Laura James grew up in a tight-knit Caribbean neighborhood in New York City, where her family attended a local Brethren church. The denomination, which traces its roots to 18th-century Germany, practiced an austere form of worship: bare walls, a piano, unadorned window frames. The only pop of color came from children’s Bibles, where Jesus was depicted with yellow hair and Black people looked gray, typically portrayed as servants.
James, an artist and illustrator of Antiguan heritage, felt disconnected from these images and eventually, the faith itself. “It wasn’t about me,” she says. “This did not seem like anything I wanted to do with.”
Later, in her neighborhood bookstore, she stumbled on a book of Ethiopian Magic Scrolls. The images of Black angels on the cover captivated her. She began teaching herself to draw in the Ethiopian Christian style, attracted to its spiritual power and Black imagery.
Over more than 30 years, she’s developed a distinctive style that blends the vivid colors of Caribbean art with the nonrealistic, folk-inspired forms of Ethiopian Christian tradition. Her work resonated with the broader Christian community, and she was asked to illustrate the Book of the Gospels for the Roman Catholic Church.
“I’m happy to show a different perspective on the Biblical characters, because we’re all made in God’s image, so that to me means that we’re all different colors,” she told me.
James’s paintings of Jesus are part of “Expressions of Jesus: Cultural Representations of the Savior of the World,” a newly released collection from Deseret Book that highlights how over 100 artists from different cultures, historical periods, and religious backgrounds have depicted Jesus. Alongside paintings by Danish painters Carl Bloch and Frans Schwartz are early Christian works by unknown Syrian and Greek artists, Renaissance masterpieces, Ukrainian and Russian icons, and contemporary artists from Africa, Ghana, Ethiopia, Peru, Argentina, Mexico, and beyond.
Together, these images highlight a broader shift in American Christian art—away from depicting Jesus solely as European and toward reimagining Him through the traditions, cultures, and lived experiences of believers around the world, while also bringing these diverse representations into worship spaces and religious literature.
“The whole vision of this book is that Christ is for everyone,” says Rose Datoc Dall, the artist who curated the book.
Read the full article in the Deseret News.
Expressions of Jesus
Whether Jesus Christ is depicted as Māori, Chinese, Tongan, Swedish, Mexican, Navajo, Cameroonian, or South African, His message is the same. He calls all of us to love one another and come unto Him to find rest and peace. Expressions of Jesus is a reflection of the unparalleled impact of Jesus’s life and teachings on His followers around the world. Available at Deseret Book and deseretbook.com.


• EXERCISE: When a line in the entries below contains "this", tally it; give the tally with nothing added.

• DATA EXTRACTS:
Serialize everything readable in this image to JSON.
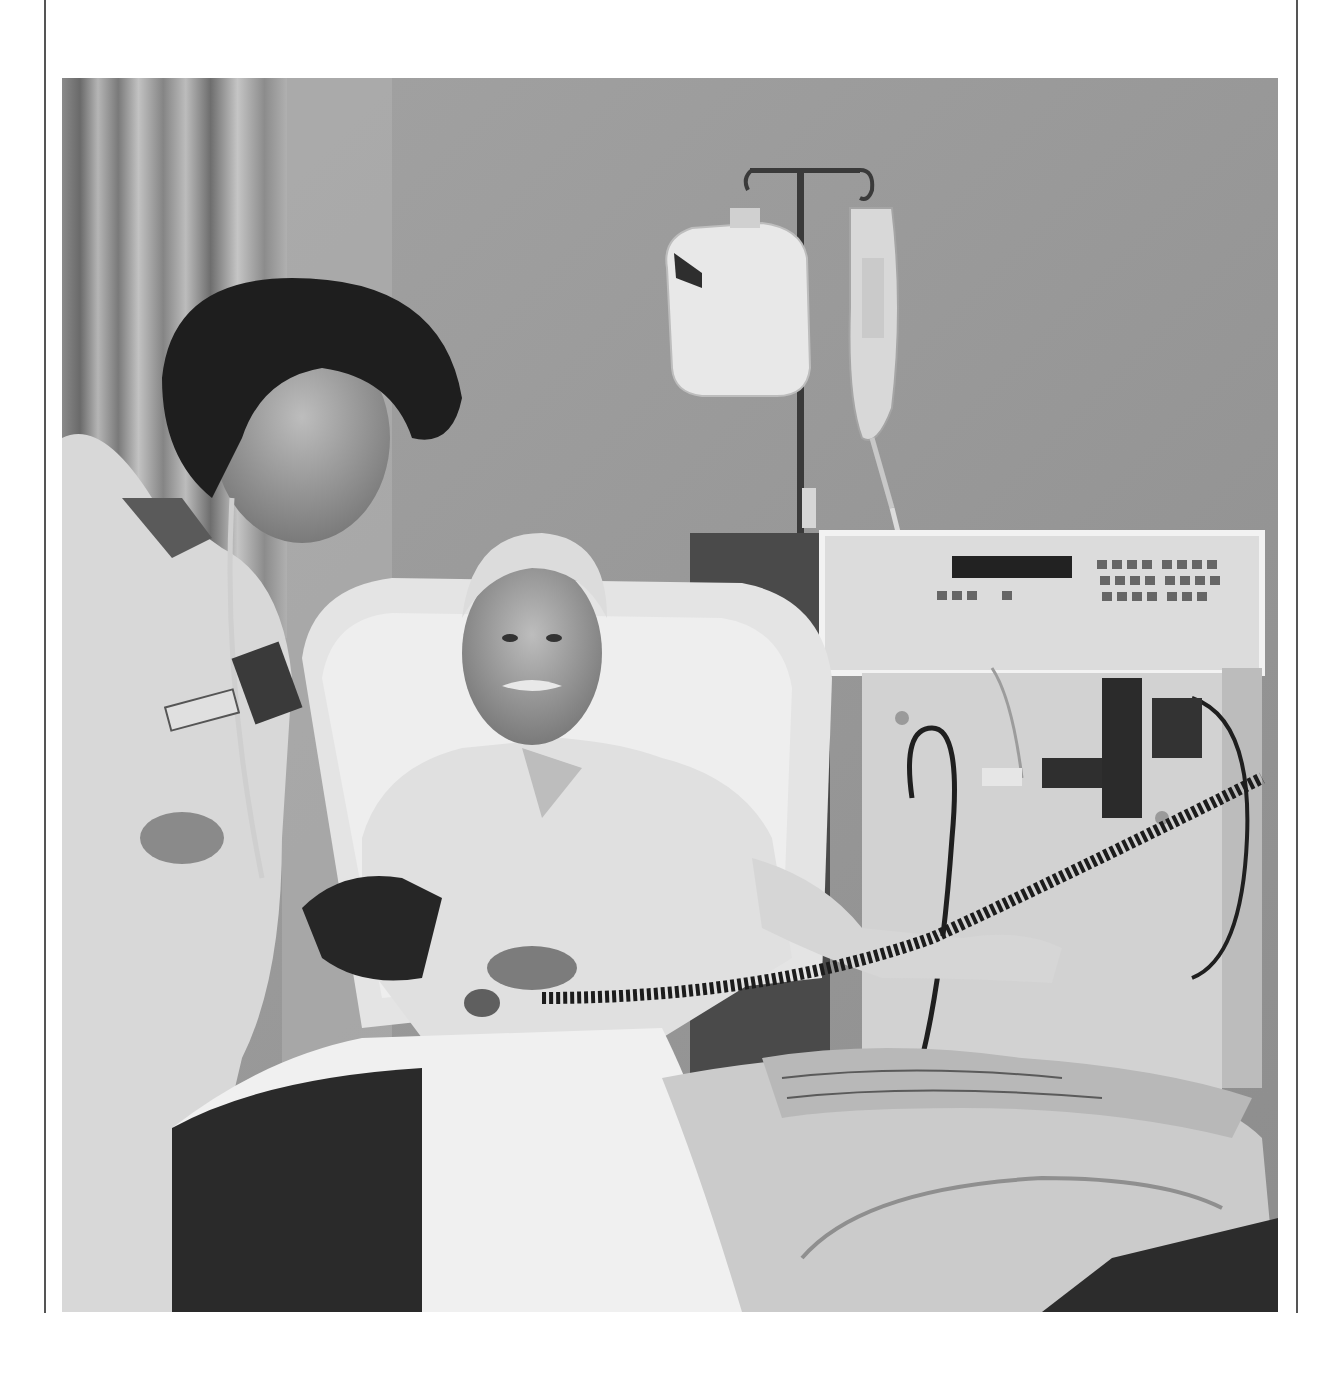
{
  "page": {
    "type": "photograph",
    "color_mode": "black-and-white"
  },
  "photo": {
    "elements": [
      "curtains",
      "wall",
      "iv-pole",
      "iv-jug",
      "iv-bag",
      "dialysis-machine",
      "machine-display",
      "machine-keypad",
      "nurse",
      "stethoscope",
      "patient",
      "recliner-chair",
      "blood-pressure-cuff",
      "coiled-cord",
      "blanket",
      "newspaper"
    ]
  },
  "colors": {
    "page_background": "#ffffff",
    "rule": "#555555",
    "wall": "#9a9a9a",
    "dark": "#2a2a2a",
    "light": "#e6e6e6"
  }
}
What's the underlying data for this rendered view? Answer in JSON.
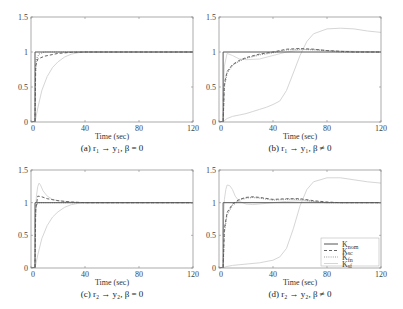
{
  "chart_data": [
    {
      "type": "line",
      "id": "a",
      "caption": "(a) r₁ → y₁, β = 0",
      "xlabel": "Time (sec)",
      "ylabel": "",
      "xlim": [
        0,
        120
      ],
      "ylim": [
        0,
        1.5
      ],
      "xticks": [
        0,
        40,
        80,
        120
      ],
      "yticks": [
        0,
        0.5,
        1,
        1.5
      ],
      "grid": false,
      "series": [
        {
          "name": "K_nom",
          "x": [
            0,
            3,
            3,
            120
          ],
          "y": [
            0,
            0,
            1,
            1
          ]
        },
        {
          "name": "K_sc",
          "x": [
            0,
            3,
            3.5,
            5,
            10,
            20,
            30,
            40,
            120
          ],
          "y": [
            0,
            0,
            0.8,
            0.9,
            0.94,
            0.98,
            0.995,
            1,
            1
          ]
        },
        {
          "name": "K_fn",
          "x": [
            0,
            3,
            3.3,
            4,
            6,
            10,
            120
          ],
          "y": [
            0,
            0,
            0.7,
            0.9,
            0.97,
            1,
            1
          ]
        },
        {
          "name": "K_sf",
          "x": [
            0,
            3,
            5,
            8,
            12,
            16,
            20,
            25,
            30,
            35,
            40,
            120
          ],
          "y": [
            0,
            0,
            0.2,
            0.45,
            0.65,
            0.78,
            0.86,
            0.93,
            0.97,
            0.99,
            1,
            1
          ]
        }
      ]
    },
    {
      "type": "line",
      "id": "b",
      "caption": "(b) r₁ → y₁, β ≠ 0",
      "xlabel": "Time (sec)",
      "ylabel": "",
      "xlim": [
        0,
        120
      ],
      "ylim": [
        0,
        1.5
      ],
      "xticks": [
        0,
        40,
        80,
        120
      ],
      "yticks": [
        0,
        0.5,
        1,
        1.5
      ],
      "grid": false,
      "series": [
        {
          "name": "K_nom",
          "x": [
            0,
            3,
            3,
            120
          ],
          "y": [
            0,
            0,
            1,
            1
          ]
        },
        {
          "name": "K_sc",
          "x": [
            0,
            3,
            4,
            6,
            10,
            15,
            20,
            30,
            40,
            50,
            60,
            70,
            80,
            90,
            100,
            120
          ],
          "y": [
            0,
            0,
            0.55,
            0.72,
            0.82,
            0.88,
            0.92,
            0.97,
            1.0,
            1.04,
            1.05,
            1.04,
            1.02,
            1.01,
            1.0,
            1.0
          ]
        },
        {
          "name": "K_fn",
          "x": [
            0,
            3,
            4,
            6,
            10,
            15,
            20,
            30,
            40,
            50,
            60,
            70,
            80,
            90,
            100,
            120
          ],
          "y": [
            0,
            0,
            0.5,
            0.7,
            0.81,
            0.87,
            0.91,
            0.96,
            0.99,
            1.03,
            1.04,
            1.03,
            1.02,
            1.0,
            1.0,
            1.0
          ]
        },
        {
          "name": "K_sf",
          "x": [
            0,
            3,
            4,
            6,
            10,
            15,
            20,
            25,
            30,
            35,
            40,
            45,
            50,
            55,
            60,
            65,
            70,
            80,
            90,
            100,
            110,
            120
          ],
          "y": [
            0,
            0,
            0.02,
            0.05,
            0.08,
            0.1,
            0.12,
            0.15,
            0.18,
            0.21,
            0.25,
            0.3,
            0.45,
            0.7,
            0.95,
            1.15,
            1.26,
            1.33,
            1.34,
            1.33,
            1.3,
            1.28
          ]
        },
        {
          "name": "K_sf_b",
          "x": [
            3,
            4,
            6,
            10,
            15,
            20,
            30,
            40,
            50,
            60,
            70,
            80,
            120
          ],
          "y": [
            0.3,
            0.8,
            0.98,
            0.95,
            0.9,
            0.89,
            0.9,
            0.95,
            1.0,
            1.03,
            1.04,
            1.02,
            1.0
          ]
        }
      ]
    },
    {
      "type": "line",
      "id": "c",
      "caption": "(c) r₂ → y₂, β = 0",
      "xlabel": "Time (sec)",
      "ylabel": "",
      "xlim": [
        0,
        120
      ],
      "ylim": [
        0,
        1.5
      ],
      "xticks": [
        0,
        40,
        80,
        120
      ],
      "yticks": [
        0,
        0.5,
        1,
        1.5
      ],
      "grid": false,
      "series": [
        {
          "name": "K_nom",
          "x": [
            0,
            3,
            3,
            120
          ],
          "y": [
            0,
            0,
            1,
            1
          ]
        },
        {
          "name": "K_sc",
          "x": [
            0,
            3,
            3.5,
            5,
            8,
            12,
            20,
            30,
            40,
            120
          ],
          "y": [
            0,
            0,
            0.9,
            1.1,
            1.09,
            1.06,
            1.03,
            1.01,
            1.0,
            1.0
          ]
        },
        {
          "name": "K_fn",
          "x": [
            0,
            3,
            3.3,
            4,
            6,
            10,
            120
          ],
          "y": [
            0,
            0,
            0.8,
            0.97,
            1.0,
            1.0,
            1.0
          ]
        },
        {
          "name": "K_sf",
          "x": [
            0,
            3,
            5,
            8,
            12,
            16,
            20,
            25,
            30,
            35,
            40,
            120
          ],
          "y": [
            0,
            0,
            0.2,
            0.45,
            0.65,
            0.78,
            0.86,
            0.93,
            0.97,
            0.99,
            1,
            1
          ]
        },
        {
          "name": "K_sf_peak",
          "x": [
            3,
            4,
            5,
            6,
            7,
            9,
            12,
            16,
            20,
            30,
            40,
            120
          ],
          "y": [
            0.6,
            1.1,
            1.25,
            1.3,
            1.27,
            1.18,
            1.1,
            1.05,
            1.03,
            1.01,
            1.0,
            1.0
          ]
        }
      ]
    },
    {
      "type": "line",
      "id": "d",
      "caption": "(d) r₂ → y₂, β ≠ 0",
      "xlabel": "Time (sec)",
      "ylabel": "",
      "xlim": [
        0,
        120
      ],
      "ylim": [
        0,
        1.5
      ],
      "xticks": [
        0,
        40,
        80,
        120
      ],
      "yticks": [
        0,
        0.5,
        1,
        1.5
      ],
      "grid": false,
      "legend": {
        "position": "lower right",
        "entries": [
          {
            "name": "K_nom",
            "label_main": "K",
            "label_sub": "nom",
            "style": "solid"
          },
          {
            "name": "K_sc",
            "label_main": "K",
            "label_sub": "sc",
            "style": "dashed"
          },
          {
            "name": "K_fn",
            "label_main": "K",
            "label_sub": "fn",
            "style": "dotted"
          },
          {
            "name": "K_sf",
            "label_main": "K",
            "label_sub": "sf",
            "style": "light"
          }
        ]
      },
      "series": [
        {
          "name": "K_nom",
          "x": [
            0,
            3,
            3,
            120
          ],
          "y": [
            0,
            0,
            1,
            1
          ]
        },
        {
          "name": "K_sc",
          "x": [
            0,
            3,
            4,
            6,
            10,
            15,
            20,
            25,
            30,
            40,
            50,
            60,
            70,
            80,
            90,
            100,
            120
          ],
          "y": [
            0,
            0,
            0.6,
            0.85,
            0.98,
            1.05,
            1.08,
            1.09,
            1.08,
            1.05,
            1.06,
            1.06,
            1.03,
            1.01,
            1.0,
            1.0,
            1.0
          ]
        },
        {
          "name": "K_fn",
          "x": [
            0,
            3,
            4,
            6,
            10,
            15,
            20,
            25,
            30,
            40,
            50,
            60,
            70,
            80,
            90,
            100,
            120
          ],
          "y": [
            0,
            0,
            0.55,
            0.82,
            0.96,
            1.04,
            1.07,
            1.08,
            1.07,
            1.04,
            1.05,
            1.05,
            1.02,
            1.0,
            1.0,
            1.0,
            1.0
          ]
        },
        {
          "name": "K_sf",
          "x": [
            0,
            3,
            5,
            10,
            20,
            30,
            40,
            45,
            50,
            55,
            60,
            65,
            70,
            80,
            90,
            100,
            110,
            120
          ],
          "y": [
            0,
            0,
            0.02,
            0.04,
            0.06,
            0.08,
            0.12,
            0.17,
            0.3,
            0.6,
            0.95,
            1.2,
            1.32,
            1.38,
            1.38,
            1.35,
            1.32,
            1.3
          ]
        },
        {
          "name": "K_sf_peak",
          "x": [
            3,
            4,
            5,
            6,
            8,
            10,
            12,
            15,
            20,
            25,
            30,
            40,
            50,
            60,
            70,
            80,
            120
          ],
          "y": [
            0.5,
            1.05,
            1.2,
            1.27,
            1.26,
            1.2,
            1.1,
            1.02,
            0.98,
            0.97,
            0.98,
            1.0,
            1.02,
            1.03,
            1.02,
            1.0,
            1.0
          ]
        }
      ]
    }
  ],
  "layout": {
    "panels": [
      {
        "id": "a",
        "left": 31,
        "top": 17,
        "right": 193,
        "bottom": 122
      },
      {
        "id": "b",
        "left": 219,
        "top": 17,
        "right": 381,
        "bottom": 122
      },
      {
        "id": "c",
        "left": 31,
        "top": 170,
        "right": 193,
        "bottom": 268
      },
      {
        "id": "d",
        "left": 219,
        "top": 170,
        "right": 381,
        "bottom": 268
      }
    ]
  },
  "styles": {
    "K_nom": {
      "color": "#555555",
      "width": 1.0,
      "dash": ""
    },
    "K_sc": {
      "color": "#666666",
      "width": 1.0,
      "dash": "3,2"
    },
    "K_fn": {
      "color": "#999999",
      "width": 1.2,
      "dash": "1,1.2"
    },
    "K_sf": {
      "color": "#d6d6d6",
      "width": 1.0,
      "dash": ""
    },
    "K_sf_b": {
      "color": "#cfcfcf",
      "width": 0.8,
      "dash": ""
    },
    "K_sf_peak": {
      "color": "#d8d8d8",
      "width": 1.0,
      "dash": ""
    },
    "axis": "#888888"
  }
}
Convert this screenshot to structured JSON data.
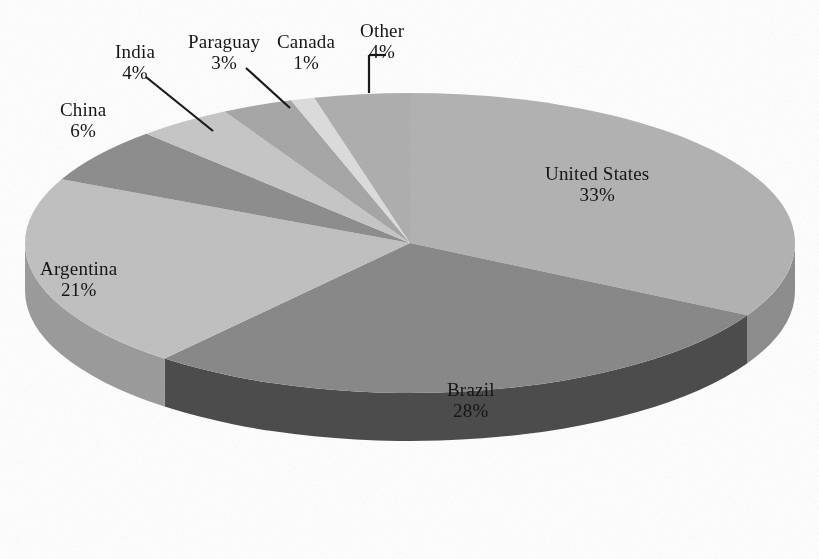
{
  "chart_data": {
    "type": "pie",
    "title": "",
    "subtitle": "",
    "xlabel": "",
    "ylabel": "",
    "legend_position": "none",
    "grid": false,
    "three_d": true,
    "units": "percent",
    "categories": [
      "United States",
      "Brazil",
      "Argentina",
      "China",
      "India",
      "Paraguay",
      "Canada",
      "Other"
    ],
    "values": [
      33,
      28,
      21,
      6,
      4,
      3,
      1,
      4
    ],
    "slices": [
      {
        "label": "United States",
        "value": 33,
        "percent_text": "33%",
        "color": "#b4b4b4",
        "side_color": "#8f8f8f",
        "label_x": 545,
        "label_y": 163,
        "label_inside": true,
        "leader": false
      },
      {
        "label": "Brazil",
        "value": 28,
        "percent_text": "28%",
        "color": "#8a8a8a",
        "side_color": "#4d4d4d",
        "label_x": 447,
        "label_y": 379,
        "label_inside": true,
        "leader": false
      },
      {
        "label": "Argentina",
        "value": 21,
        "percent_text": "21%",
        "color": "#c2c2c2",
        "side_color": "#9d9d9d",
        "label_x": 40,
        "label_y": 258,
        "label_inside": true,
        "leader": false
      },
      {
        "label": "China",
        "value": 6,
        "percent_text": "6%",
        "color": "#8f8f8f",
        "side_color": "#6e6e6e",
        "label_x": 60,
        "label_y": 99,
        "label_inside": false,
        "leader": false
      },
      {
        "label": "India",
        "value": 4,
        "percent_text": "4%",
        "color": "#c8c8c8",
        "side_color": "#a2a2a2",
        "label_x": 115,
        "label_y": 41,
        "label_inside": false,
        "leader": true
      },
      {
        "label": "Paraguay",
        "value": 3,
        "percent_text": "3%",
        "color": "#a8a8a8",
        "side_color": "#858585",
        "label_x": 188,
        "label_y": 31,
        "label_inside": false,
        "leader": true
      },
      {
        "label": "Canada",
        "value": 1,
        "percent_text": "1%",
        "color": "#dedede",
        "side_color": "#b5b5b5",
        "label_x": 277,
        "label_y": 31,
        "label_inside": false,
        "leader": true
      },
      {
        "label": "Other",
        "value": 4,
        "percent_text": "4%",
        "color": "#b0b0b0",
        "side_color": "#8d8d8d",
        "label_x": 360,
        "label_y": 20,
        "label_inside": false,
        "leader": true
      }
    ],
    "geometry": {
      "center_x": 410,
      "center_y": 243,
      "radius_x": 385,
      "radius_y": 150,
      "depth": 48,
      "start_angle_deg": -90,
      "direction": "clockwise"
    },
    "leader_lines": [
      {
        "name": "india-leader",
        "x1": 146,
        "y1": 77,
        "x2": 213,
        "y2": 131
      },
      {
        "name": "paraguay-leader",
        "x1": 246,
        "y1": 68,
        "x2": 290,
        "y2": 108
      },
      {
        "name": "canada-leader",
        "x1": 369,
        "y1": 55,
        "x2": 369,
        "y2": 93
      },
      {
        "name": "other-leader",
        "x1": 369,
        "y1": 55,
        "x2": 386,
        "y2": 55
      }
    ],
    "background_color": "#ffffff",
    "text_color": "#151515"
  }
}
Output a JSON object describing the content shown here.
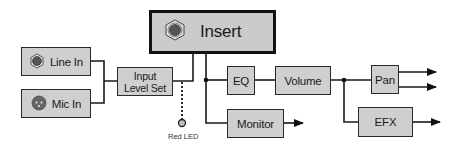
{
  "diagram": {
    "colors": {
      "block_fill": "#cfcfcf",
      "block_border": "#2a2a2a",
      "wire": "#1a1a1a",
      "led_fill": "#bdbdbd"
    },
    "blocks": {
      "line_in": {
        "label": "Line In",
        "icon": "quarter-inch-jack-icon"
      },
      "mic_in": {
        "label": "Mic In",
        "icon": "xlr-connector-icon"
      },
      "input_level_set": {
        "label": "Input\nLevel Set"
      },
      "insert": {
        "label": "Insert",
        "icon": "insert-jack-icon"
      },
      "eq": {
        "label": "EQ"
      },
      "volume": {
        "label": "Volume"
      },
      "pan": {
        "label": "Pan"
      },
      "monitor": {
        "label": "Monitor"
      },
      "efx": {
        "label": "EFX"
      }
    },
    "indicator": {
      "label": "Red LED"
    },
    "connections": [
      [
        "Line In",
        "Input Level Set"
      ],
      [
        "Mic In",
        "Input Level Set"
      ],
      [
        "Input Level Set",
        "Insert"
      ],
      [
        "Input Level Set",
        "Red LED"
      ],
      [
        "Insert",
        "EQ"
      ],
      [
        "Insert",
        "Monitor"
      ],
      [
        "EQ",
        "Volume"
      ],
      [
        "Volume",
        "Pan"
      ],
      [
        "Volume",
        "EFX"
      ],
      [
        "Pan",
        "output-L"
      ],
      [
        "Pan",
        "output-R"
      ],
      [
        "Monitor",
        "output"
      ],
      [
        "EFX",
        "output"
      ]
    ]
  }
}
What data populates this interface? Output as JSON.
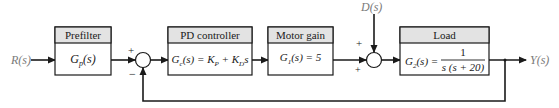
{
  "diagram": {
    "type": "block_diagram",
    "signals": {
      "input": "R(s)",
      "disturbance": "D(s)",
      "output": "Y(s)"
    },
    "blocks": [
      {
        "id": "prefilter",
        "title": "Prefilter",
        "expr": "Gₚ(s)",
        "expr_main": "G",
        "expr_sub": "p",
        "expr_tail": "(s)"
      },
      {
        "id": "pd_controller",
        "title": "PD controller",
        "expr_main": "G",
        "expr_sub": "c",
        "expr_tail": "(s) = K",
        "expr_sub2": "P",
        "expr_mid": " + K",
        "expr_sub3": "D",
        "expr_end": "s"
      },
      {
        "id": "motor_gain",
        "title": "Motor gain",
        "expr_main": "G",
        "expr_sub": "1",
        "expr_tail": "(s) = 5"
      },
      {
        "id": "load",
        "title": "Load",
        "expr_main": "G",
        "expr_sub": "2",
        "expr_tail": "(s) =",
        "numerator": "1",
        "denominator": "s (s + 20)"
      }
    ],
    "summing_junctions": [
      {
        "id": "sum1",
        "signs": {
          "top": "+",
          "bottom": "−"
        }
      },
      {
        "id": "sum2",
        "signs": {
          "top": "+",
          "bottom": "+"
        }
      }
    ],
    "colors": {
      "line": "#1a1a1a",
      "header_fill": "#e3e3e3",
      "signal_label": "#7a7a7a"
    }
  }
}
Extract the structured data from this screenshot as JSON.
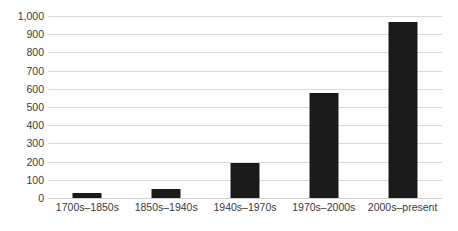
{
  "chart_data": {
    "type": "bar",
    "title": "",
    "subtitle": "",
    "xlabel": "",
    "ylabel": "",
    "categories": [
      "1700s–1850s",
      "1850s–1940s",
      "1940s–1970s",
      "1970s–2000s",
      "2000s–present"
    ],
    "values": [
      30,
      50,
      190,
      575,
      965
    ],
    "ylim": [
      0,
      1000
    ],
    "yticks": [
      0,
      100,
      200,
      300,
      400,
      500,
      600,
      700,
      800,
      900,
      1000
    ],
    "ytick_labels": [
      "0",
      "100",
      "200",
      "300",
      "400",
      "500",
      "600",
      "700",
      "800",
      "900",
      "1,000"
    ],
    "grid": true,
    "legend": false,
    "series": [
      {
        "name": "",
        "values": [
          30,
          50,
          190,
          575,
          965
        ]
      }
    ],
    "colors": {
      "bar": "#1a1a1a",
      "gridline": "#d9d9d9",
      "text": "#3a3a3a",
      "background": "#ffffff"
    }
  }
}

• THE COMPLETED TASK: 5